Sunday, November 25, 2012

Marginal Tax Rates

Should five percent appear too small
Be thankful I don't take it all
--The Beatles

Prof John Cochrane at the Univ of Chicago offers some brief thoughts on marginal tax rates. Marginal tax rates are the penalties associated with bringing in streams of economic resources. Those resources may be brought in via production or via transfer payments from others' production.

The top marginal federal income tax rate is currently 35%. For unmarried individuals, this means that 35 cents out of each dollar earned in excess of $388,000 goes to the federal government.

Marginal tax rates are not just a concern for producers trying to determine how much of their production that they will be able to legally keep. Marginal tax rates are also a concern for people who are living fully or partially off the production of others. Because transfer payments phase out with rising income, personal production that exceeds these phase-out points serves as a tax--i.e., it reduces the incoming stream of economic resources.

Thus, people on welfare must worry about marginal tax rates as well. The marginal tax in their case is the loss in transfer payment income incurred when production income increases. If the marginal tax rate is high enough, then it serves as disincentive for getting off the dole.

Cochrane also observes that all taxes must be considered in marginal tax rate calculations - federal, payroll, state, local, sales, excise, and phaseouts. Cochrane suggests this CBO study as one that sheds some light on marginal tax rates facing lower income individuals.

The overarching point here is that in any social system where wealth is redistributed to some degree, both producers and non-producers face marginal tax rates that influence incremental economic calculation.

1 comment:

dgeorge12358 said...

The Israelites sinned against the Lord by forgetting him and worshiping idols of Baal and Astarte. This made the Lord angry, so he let Israel be defeated by King Cushan Rishathaim of northern Syria, who ruled Israel eight years and made everyone pay taxes.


- [Problem requirements] For this task, output exactly the lines of the material below starting at the line with "Describe the element at coordinates (346, 507)" and ending at the line with "The width and"; pictures are to be excluded.

- [Data records]
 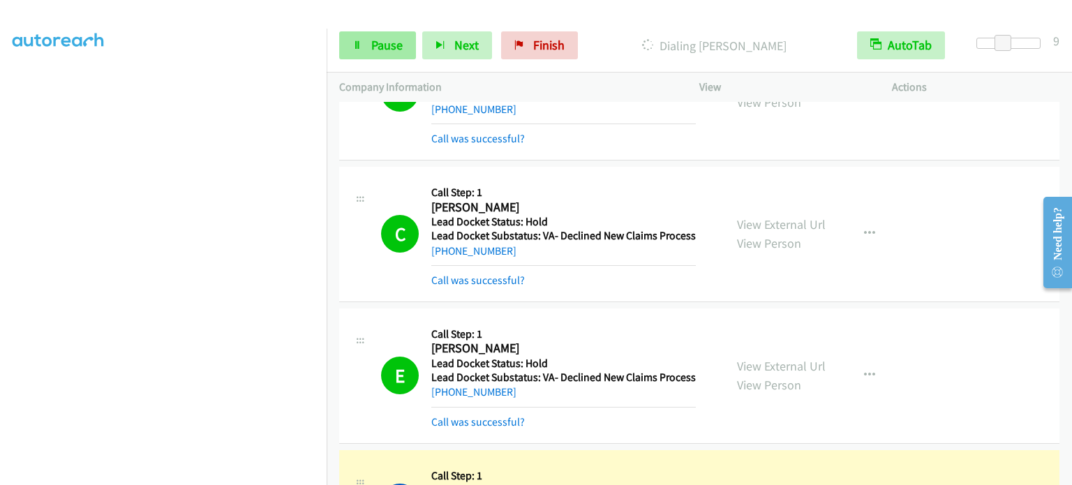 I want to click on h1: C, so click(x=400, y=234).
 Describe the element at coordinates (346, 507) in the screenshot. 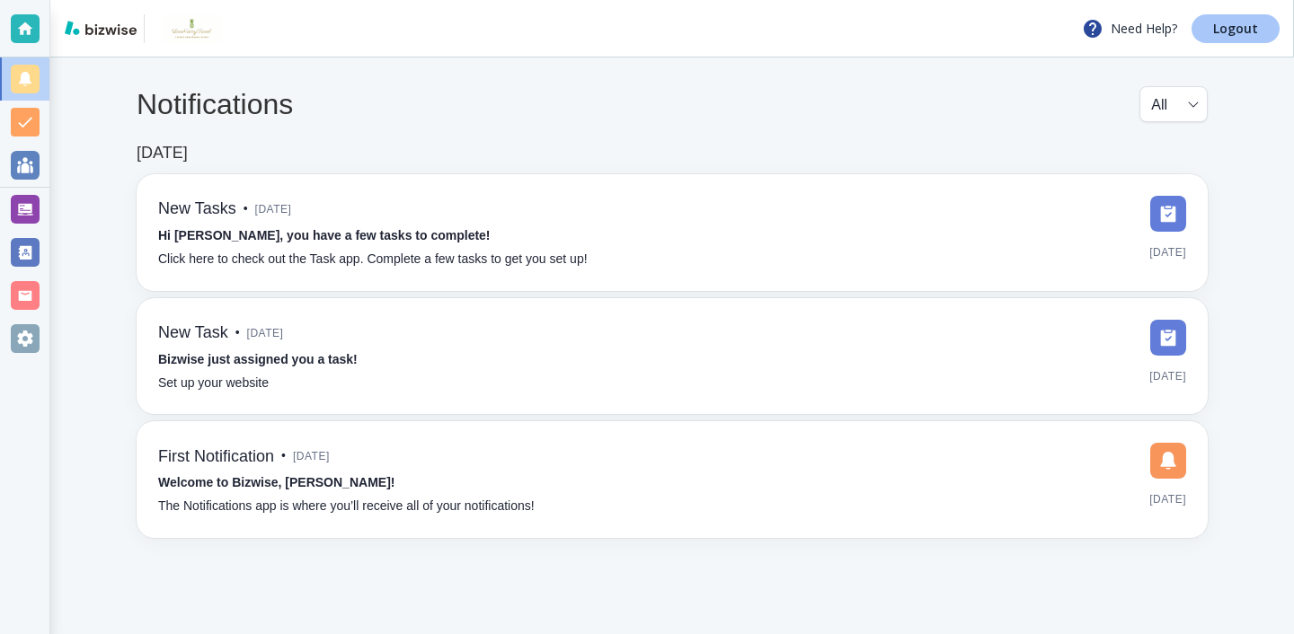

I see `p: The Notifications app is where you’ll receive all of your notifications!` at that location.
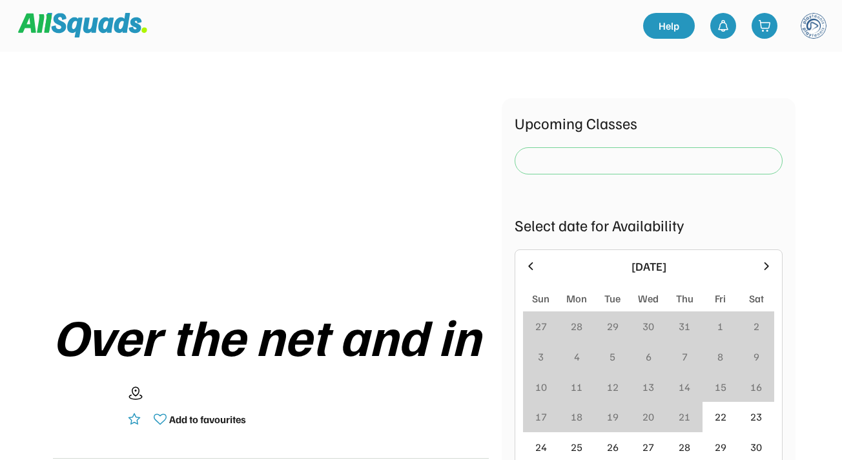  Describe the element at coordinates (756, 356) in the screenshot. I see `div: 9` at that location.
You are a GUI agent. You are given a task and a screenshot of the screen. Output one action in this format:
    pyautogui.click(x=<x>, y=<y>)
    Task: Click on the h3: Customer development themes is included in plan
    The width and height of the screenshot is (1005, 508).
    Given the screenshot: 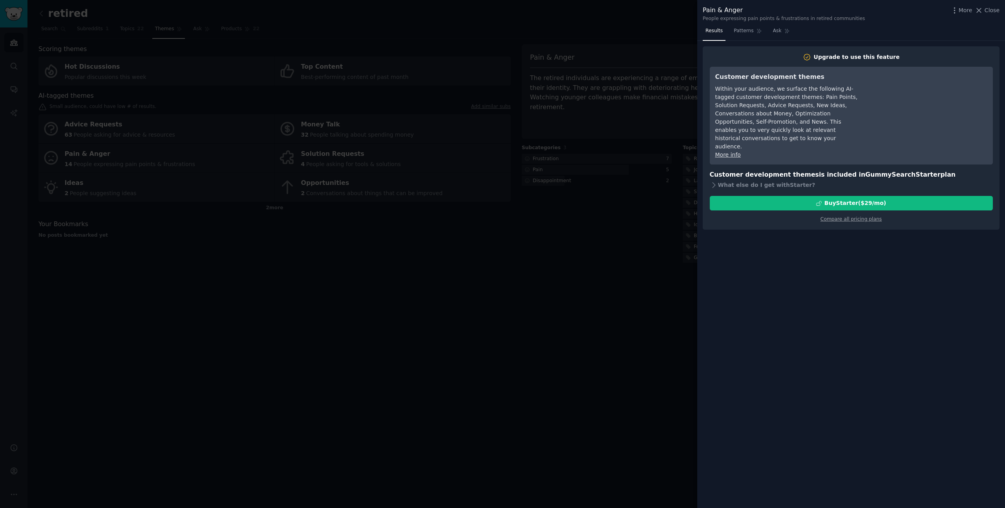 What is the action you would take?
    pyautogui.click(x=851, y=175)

--

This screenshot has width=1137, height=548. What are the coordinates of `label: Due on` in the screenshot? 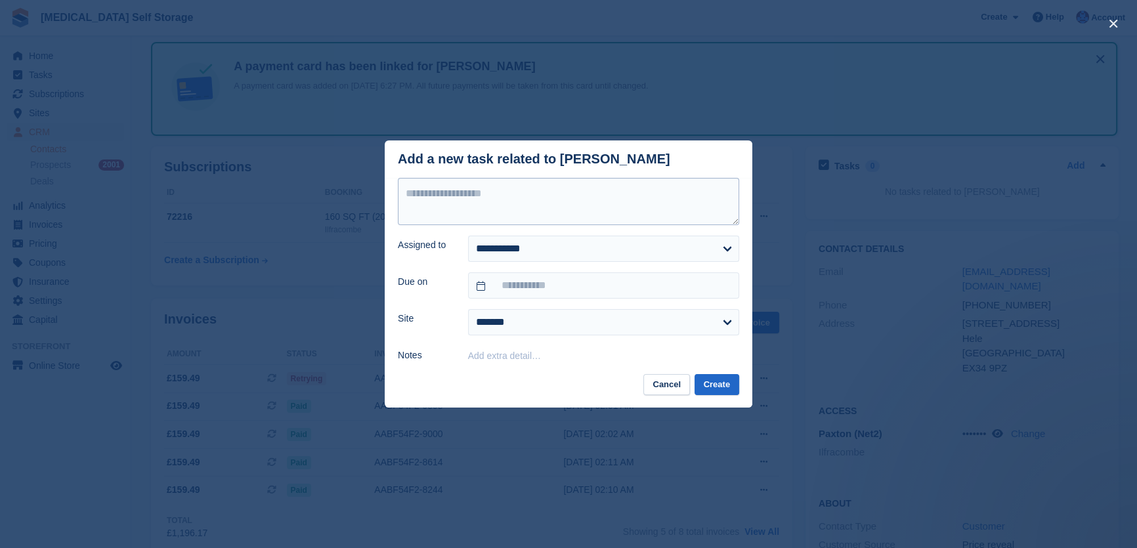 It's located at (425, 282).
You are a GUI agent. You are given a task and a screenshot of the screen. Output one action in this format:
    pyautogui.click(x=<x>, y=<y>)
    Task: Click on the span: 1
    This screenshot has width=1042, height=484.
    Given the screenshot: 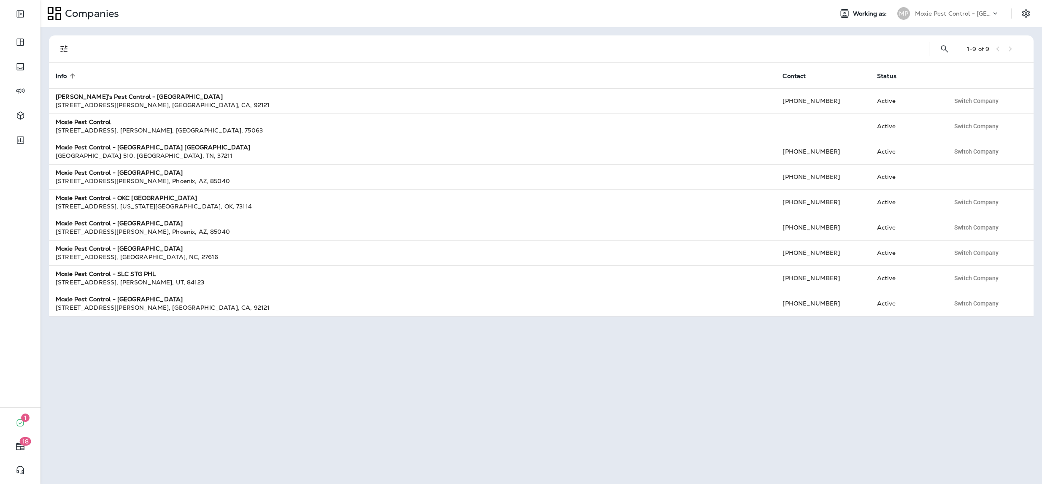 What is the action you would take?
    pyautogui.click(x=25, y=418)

==

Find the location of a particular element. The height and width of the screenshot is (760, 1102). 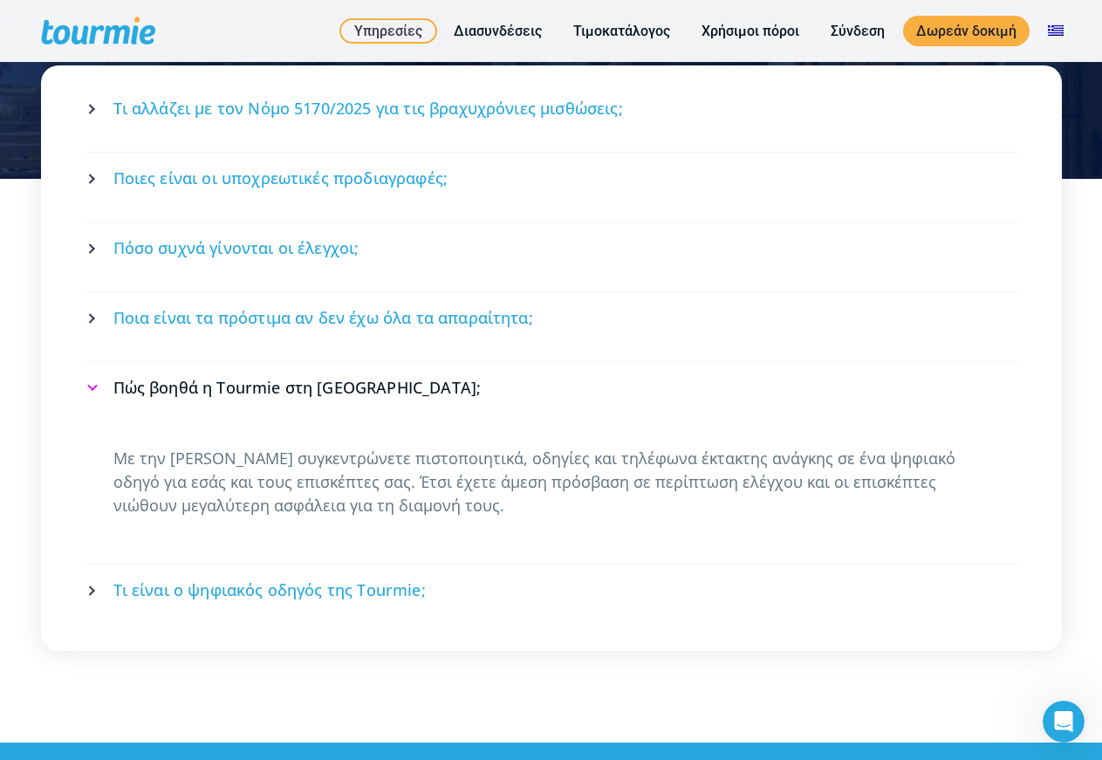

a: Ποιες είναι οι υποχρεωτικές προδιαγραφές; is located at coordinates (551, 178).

- [Exercise output]
 Describe the element at coordinates (346, 507) in the screenshot. 

I see `p: The Notifications app is where you’ll receive all of your notifications!` at that location.
  Describe the element at coordinates (756, 356) in the screenshot. I see `div: 9` at that location.
You are a GUI agent. You are given a task and a screenshot of the screen. Output one action in this format:
    pyautogui.click(x=<x>, y=<y>)
    Task: Click on the h3: Customer development themes is included in plan
    The width and height of the screenshot is (1005, 508).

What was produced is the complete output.